Serco is to pay a dividend for the first time in seven years after the outsourcing company, which is contracted to run the heavily criticised NHS Covid-19 test-and-trace programme, reported that its profits almost doubled in 2020.
The group has secured a series of taxpayer-funded contracts related to Covid, which it said had added £350m to revenues. It runs call centres and testing hubs for much of the £22bn test-and-trace scheme,
Serco played down the impact of pandemic contracts on its results, saying the work accounted for just 1% of underlying profits. It reported pre-tax profits of £153m last year, up from £80.7m in 2019, as revenues surged by a fifth to £3.9bn.
Rupert Soames, Serco’s chief executive, said the board had thought carefully about reinstating a dividend “in light of the current circumstances”. He said it was the right thing to do for investors, given that Serco has repaid all government employment and financial support and awarded a £100-a-person bonus to 50,000 frontline staff in recognition of the “intense pressure and extra work” during the pandemic.
“Dividends should normally be paid by companies – dividends, after all, are what pay people’s pensions,” Soames told BBC Radio 4’s Today programme. “It is fair that shareholders who over the last five years have come to the rescue of Serco and put in £800m of equity should be allowed a dividend.”
Rachel Reeves, the shadow Cabinet Office minister, criticised the decision to reward investors and decried the involvement of the private sector in the health service’s pandemic response.
“It will outrage taxpayers that their money, meant to fund a contact-tracing system that has never been up to scratch, is instead being paid to Serco shareholders via dividends,” she said. “[The government] should have done with contact tracing as they rightly did with the vaccine – place it in the hands of the NHS and our local communities.”
Soames defended the test-and-trace scheme, saying that while it had endured a “bumpy start”, such a system had “never been done before in the UK”.
He said: “As of last week, there are as many people being tested every week as we’ve vaccinated – about 2.5 million people a week. In the first week of January there were about 1 million people who were traced through the system.”
Serco, which saw a more than 4% bump in its share price following the publication of its annual results, is one of five companies running Covid-19 testing sites and also provides call handlers on the NHS’s contact-tracing programme.
Last week it emerged that almost 4,000 Amazon workers were given the wrong coronavirus test results after a mistake by test and trace. Concerns have also been raised by some healthcare professionals about the use of outsourced, inexperienced call centre staff in roles better suited to clinically trained experts.
Last week Serco announced that it was expanding its defence business, buying the contractor Whitney, Bradley & Brown, which has clients including the US airforce, for £212m.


#### WORK REQUIRED
If a line holds the word "pixels", copy it from the entries.

#### ENTRIES SHOWN
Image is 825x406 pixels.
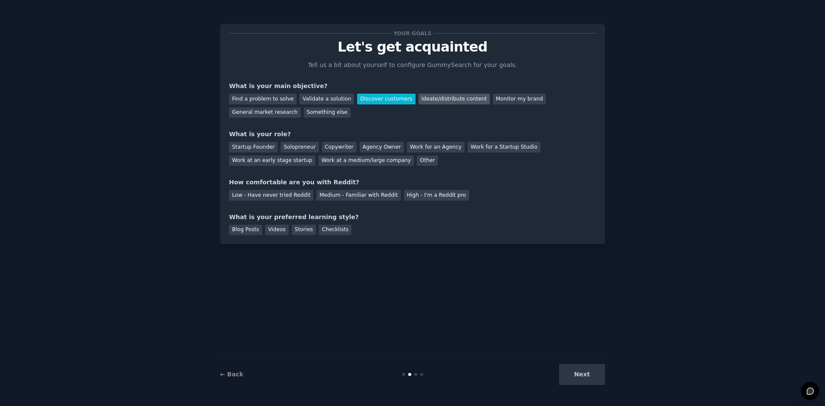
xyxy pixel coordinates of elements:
div: Blog Posts [229,225,262,236]
div: Find a problem to solve [229,94,297,104]
div: Medium - Familiar with Reddit [316,190,401,201]
div: Agency Owner [360,142,404,153]
div: Checklists [319,225,352,236]
div: Work for an Agency [407,142,465,153]
p: Let's get acquainted [229,40,596,55]
div: Other [417,156,438,166]
div: What is your preferred learning style? [229,213,596,222]
a: ← Back [220,371,243,378]
div: What is your role? [229,130,596,139]
div: Videos [265,225,289,236]
div: Low - Have never tried Reddit [229,190,313,201]
div: Solopreneur [281,142,319,153]
span: Your goals [392,29,433,38]
div: Copywriter [322,142,357,153]
div: Something else [304,107,351,118]
div: Stories [292,225,316,236]
div: What is your main objective? [229,82,596,91]
div: Discover customers [357,94,415,104]
div: Validate a solution [300,94,354,104]
div: General market research [229,107,301,118]
p: Tell us a bit about yourself to configure GummySearch for your goals. [304,61,521,70]
div: Ideate/distribute content [419,94,490,104]
div: How comfortable are you with Reddit? [229,178,596,187]
div: High - I'm a Reddit pro [404,190,469,201]
div: Work at a medium/large company [319,156,414,166]
div: Monitor my brand [493,94,546,104]
div: Work for a Startup Studio [468,142,540,153]
div: Startup Founder [229,142,278,153]
div: Work at an early stage startup [229,156,316,166]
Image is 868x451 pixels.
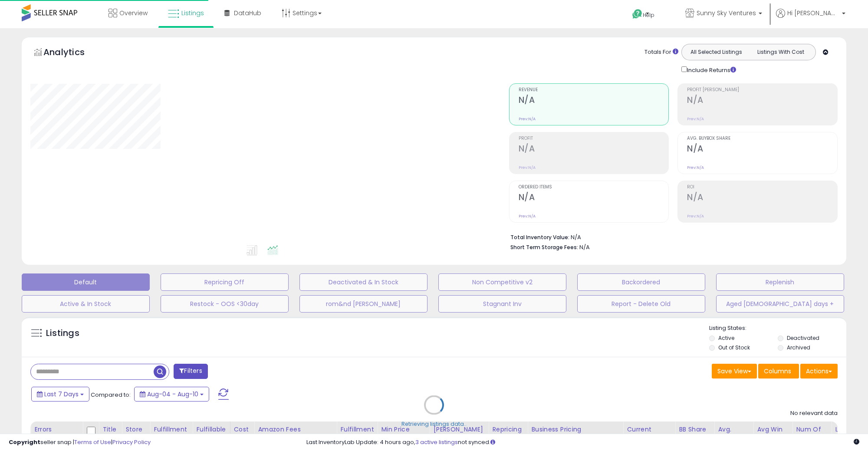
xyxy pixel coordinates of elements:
[776,8,845,28] a: Hi [PERSON_NAME]
[8,438,40,446] strong: Copyright
[43,46,102,60] h5: Analytics
[787,8,839,17] span: Hi [PERSON_NAME]
[438,295,566,313] button: Stagnant Inv
[519,165,535,170] small: Prev: N/A
[748,46,813,58] button: Listings With Cost
[161,274,289,291] button: Repricing Off
[181,8,204,17] span: Listings
[519,185,669,190] span: Ordered Items
[519,213,535,219] small: Prev: N/A
[632,8,643,19] i: Get Help
[716,295,844,313] button: Aged [DEMOGRAPHIC_DATA] days +
[519,144,669,156] h2: N/A
[687,95,837,107] h2: N/A
[299,274,427,291] button: Deactivated & In Stock
[687,165,704,170] small: Prev: N/A
[519,116,535,122] small: Prev: N/A
[519,95,669,107] h2: N/A
[696,8,756,17] span: Sunny Sky Ventures
[687,144,837,156] h2: N/A
[401,420,466,428] div: Retrieving listings data..
[716,274,844,291] button: Replenish
[510,244,578,251] b: Short Term Storage Fees:
[625,2,671,28] a: Help
[519,136,669,141] span: Profit
[687,136,837,141] span: Avg. Buybox Share
[22,274,149,291] button: Default
[438,274,566,291] button: Non Competitive v2
[8,438,151,447] div: seller snap | |
[579,243,590,251] span: N/A
[519,87,669,92] span: Revenue
[577,295,705,313] button: Report - Delete Old
[687,213,704,219] small: Prev: N/A
[510,232,831,242] li: N/A
[161,295,289,313] button: Restock - OOS <30day
[577,274,705,291] button: Backordered
[510,234,569,241] b: Total Inventory Value:
[687,192,837,204] h2: N/A
[675,65,746,75] div: Include Returns
[645,48,678,57] div: Totals For
[234,8,261,17] span: DataHub
[684,46,748,58] button: All Selected Listings
[519,192,669,204] h2: N/A
[687,87,837,92] span: Profit [PERSON_NAME]
[643,11,654,19] span: Help
[299,295,427,313] button: rom&nd [PERSON_NAME]
[687,185,837,190] span: ROI
[119,8,148,17] span: Overview
[22,295,149,313] button: Active & In Stock
[687,116,704,122] small: Prev: N/A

#### FINISHED EXERCISE
Image is 825x406 pixels.
Image is 868x451 pixels.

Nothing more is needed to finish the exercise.